The final evidence that the poem is performed at the ἱερὸν of Maron and Alpheus comes from the mention of Leonidas. Like the others he was actually buried at Thermopylae, and if the poem were a general lament on the fallen, he would certainly be included in their number. As it is, he is cited separately as a witness or σύνδικος who by his own glory proclaims that of his fellow-fighters. He had his own shrine at Sparta (Paus. III.14.1), and like all dead Spartan kings was honored as a hero (Xen. Resp. Lac. XV.9, εἰ δὲ τελευτήσαντι τιμαὶ βασιλεῖ δέδονται, τῇδε βούλονται δηλοῦν οἱ Λυκούργου νόμοι, ὅτι οὐχ ὡς ἀνθρώπους ἀλλ’ ὡς ἥρωας τοὺς Λακεδαιμονίων βασιλεῖς προτετιμήκασιν). Funeral games, τὰ Λεωνίδεια were held in his honor (CIG, 1421, καὶ Οὐράνια β′ καὶ Λεωνίδεια πάλην, πανκράτιον). Because he has his own shrine, he is cited separately as an impartial witness, just as when Pindar's athlete Epharmostus wins in the games at Thebes the tomb of Iolaus is cited as a witness to his prowess (Ol. IX.98, σύνδικος δ’ αὐτῷ Ἰολάου τύμβος . . . . ἀγλαίαισιν). The part played by Leonidas in the poem becomes intelligible when we realize that he is a neighbor of the shrine where the poem is sung.

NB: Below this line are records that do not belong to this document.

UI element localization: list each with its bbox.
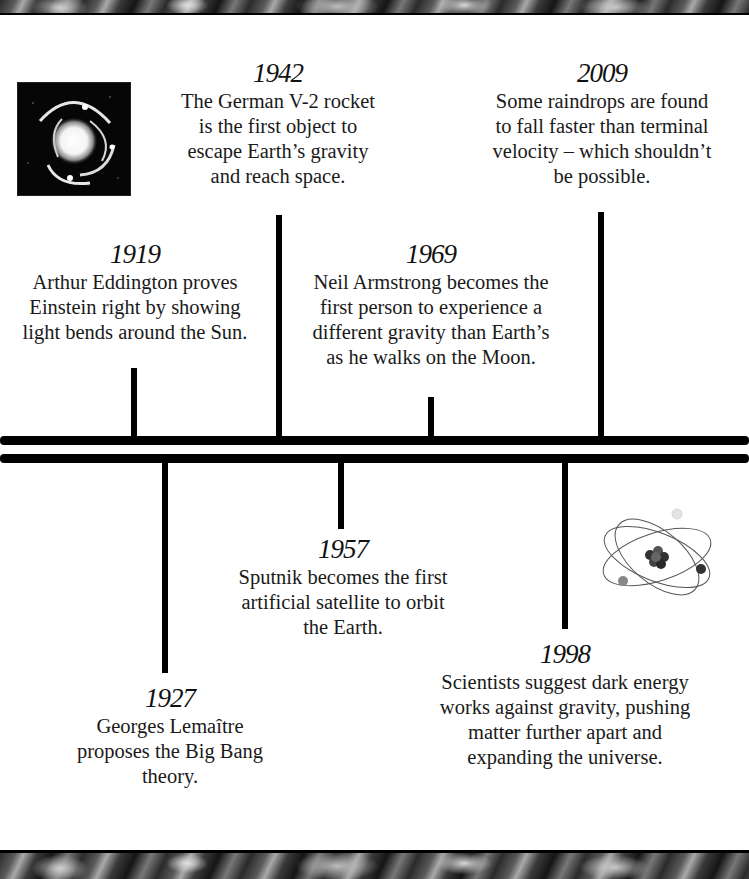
event-year: 2009 bbox=[462, 57, 742, 89]
connector-1927 bbox=[162, 460, 168, 673]
event-description: Sputnik becomes the first artificial sat… bbox=[205, 565, 481, 640]
timeline-lower-line bbox=[0, 454, 749, 463]
einstein-ring-icon bbox=[18, 83, 130, 195]
connector-1969 bbox=[428, 397, 434, 438]
timeline-upper-line bbox=[0, 436, 749, 445]
event-description: Georges Lemaître proposes the Big Bang t… bbox=[40, 714, 300, 789]
event-1927: 1927 Georges Lemaître proposes the Big B… bbox=[40, 682, 300, 789]
event-year: 1998 bbox=[415, 638, 715, 670]
connector-1957 bbox=[338, 460, 344, 529]
event-1998: 1998 Scientists suggest dark energy work… bbox=[415, 638, 715, 770]
event-year: 1969 bbox=[288, 238, 574, 270]
event-year: 1919 bbox=[0, 238, 270, 270]
event-1969: 1969 Neil Armstrong becomes the first pe… bbox=[288, 238, 574, 370]
event-1942: 1942 The German V-2 rocket is the first … bbox=[140, 57, 416, 189]
connector-1998 bbox=[562, 460, 568, 629]
bottom-space-photo-band bbox=[0, 850, 749, 879]
event-2009: 2009 Some raindrops are found to fall fa… bbox=[462, 57, 742, 189]
top-space-photo-band bbox=[0, 0, 749, 15]
event-1919: 1919 Arthur Eddington proves Einstein ri… bbox=[0, 238, 270, 345]
nucleus bbox=[645, 546, 669, 569]
gravitational-lens-image bbox=[18, 83, 130, 195]
event-year: 1942 bbox=[140, 57, 416, 89]
event-year: 1927 bbox=[40, 682, 300, 714]
connector-2009 bbox=[598, 212, 604, 438]
event-description: The German V-2 rocket is the first objec… bbox=[140, 89, 416, 189]
connector-1919 bbox=[131, 368, 137, 438]
event-description: Arthur Eddington proves Einstein right b… bbox=[0, 270, 270, 345]
event-description: Scientists suggest dark energy works aga… bbox=[415, 670, 715, 770]
atom-icon bbox=[598, 505, 716, 605]
event-1957: 1957 Sputnik becomes the first artificia… bbox=[205, 533, 481, 640]
event-year: 1957 bbox=[205, 533, 481, 565]
event-description: Some raindrops are found to fall faster … bbox=[462, 89, 742, 189]
event-description: Neil Armstrong becomes the first person … bbox=[288, 270, 574, 370]
connector-1942 bbox=[276, 215, 282, 438]
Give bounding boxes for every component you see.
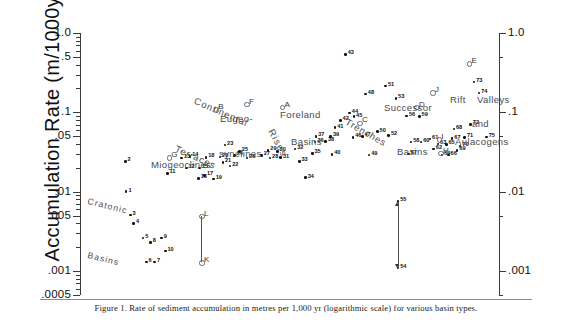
- data-point-label-55: 55: [400, 196, 406, 202]
- figure-root: Accumulation Rate (m/1000yrs) 1.0.5.1.05…: [0, 0, 572, 324]
- left-minor-tick: [76, 45, 80, 46]
- data-point-label-52: 52: [391, 130, 397, 136]
- data-point-69: [456, 149, 459, 152]
- data-point-label-4: 4: [136, 218, 139, 224]
- left-minor-tick: [76, 233, 80, 234]
- data-point-44: [348, 112, 351, 115]
- caption-divider: [40, 299, 532, 300]
- right-tick-.1: [499, 112, 506, 113]
- data-point-5: [142, 237, 145, 240]
- data-point-label-19: 19: [216, 174, 222, 180]
- data-point-60: [420, 141, 423, 144]
- data-point-52: [387, 134, 390, 137]
- data-point-label-35: 35: [314, 148, 320, 154]
- data-point-22: [229, 165, 232, 168]
- data-point-label-5: 5: [145, 233, 148, 239]
- left-minor-tick: [76, 204, 80, 205]
- data-point-51: [384, 85, 387, 88]
- right-minor-tick: [499, 295, 503, 296]
- data-point-8: [149, 241, 152, 244]
- group-label-successor: Successor: [384, 102, 432, 113]
- data-point-19: [212, 178, 215, 181]
- data-point-label-23: 23: [227, 140, 233, 146]
- data-point-4: [132, 222, 135, 225]
- figure-caption: Figure 1. Rate of sediment accumulation …: [40, 303, 532, 313]
- data-point-28: [269, 157, 272, 160]
- data-point-label-74: 74: [481, 88, 487, 94]
- plot-area: 1.0.5.1.05.01.005.001.0005 1.0.1.01.001 …: [80, 33, 500, 295]
- left-minor-tick: [76, 41, 80, 42]
- data-point-label-A: A: [285, 100, 290, 109]
- left-minor-tick: [76, 223, 80, 224]
- data-point-label-68: 68: [456, 124, 462, 130]
- data-point-label-L: L: [204, 209, 208, 218]
- data-point-46: [352, 136, 355, 139]
- data-point-6: [145, 261, 148, 264]
- data-point-11: [166, 172, 169, 175]
- data-point-16: [197, 177, 200, 180]
- data-point-label-51: 51: [388, 81, 394, 87]
- group-label-foreland: Foreland: [280, 109, 321, 120]
- data-point-58: [410, 141, 413, 144]
- left-tick-.0005: [73, 295, 80, 296]
- group-label-and: and: [472, 118, 489, 129]
- data-point-40: [331, 153, 334, 156]
- data-point-label-3: 3: [133, 210, 136, 216]
- data-point-21: [222, 161, 225, 164]
- left-tick-label-.05: .05: [54, 129, 71, 141]
- left-minor-tick: [76, 154, 80, 155]
- left-minor-tick: [76, 275, 80, 276]
- data-point-43: [344, 53, 347, 56]
- left-minor-tick: [76, 283, 80, 284]
- data-point-label-E: E: [472, 56, 477, 65]
- left-minor-tick: [76, 195, 80, 196]
- data-point-label-I: I: [441, 132, 443, 141]
- data-point-label-54: 54: [400, 263, 406, 269]
- data-point-68: [453, 128, 456, 131]
- data-point-9: [160, 237, 163, 240]
- data-point-label-F: F: [249, 97, 254, 106]
- left-tick-label-.001: .001: [48, 264, 71, 276]
- right-minor-tick: [499, 216, 503, 217]
- group-label-aulacogens: Aulacogens: [455, 136, 509, 147]
- data-point-23: [224, 144, 227, 147]
- data-point-38: [324, 140, 327, 143]
- left-minor-tick: [76, 130, 80, 131]
- left-minor-tick: [76, 88, 80, 89]
- data-point-label-8: 8: [153, 237, 156, 243]
- data-point-label-1: 1: [128, 187, 131, 193]
- left-tick-label-.01: .01: [54, 185, 71, 197]
- left-tick-label-1.0: 1.0: [54, 26, 71, 38]
- data-point-1: [125, 190, 128, 193]
- group-label-foreland-2: Basins: [291, 136, 322, 147]
- left-tick-.005: [73, 216, 80, 217]
- left-tick-1.0: [73, 33, 80, 34]
- connector-54-55-arrow-down: [395, 264, 399, 268]
- data-point-label-K: K: [204, 255, 209, 264]
- left-minor-tick: [76, 209, 80, 210]
- left-tick-.1: [73, 112, 80, 113]
- data-point-39: [329, 135, 332, 138]
- group-label-valleys: Valleys: [477, 94, 510, 105]
- data-point-label-41: 41: [337, 123, 343, 129]
- right-tick-.01: [499, 192, 506, 193]
- data-point-2: [124, 160, 127, 163]
- data-point-49: [368, 154, 371, 157]
- right-tick-label-.001: .001: [508, 264, 531, 276]
- data-point-label-34: 34: [308, 173, 314, 179]
- right-tick-.001: [499, 271, 506, 272]
- data-point-42: [339, 119, 342, 122]
- data-point-label-H: H: [443, 146, 449, 155]
- left-minor-tick: [76, 37, 80, 38]
- right-tick-1.0: [499, 33, 506, 34]
- data-point-41: [334, 126, 337, 129]
- group-label-eugeo: Eugeo-: [220, 113, 253, 124]
- data-point-53: [395, 97, 398, 100]
- data-point-label-50: 50: [380, 127, 386, 133]
- data-point-label-9: 9: [164, 233, 167, 239]
- left-tick-.001: [73, 271, 80, 272]
- data-point-label-39: 39: [333, 131, 339, 137]
- connector-K-L: [201, 216, 202, 262]
- data-point-62: [432, 148, 435, 151]
- right-tick-label-.1: .1: [508, 105, 518, 117]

The words, then, belong to a poem sung at Sparta at the shrine of Maron and Alpheus. It is presumably a ὕμνος sung to the dead as heroes. Demosthenes implies the existence of such hymns (De Fals. Leg. 280, ᾄδετε), and Simonides was the appropriate man to write one. He composed the epitaph on the fallen at Thermopylae, and he had close personal ties with Sparta in his friendship with the seer Megistias, who fell in battle and for whom κατὰ ξεινίην he wrote the epitaph preserved by Herodotus (VII.228.3).


The Author's Notes:

1 Cf. Dion. Hal. Vet. script. 420 (Reiske); Quint. X.I.64.

2 Cf. L. R. Farnell, Greek Hero Cults, pp362‑63.

3 Sappho and Simonides, pp140 and 141.º I have, however, punctuated l. 6 in the traditional way.

4 Cf. Liddell and Scott, s.v. σηκός.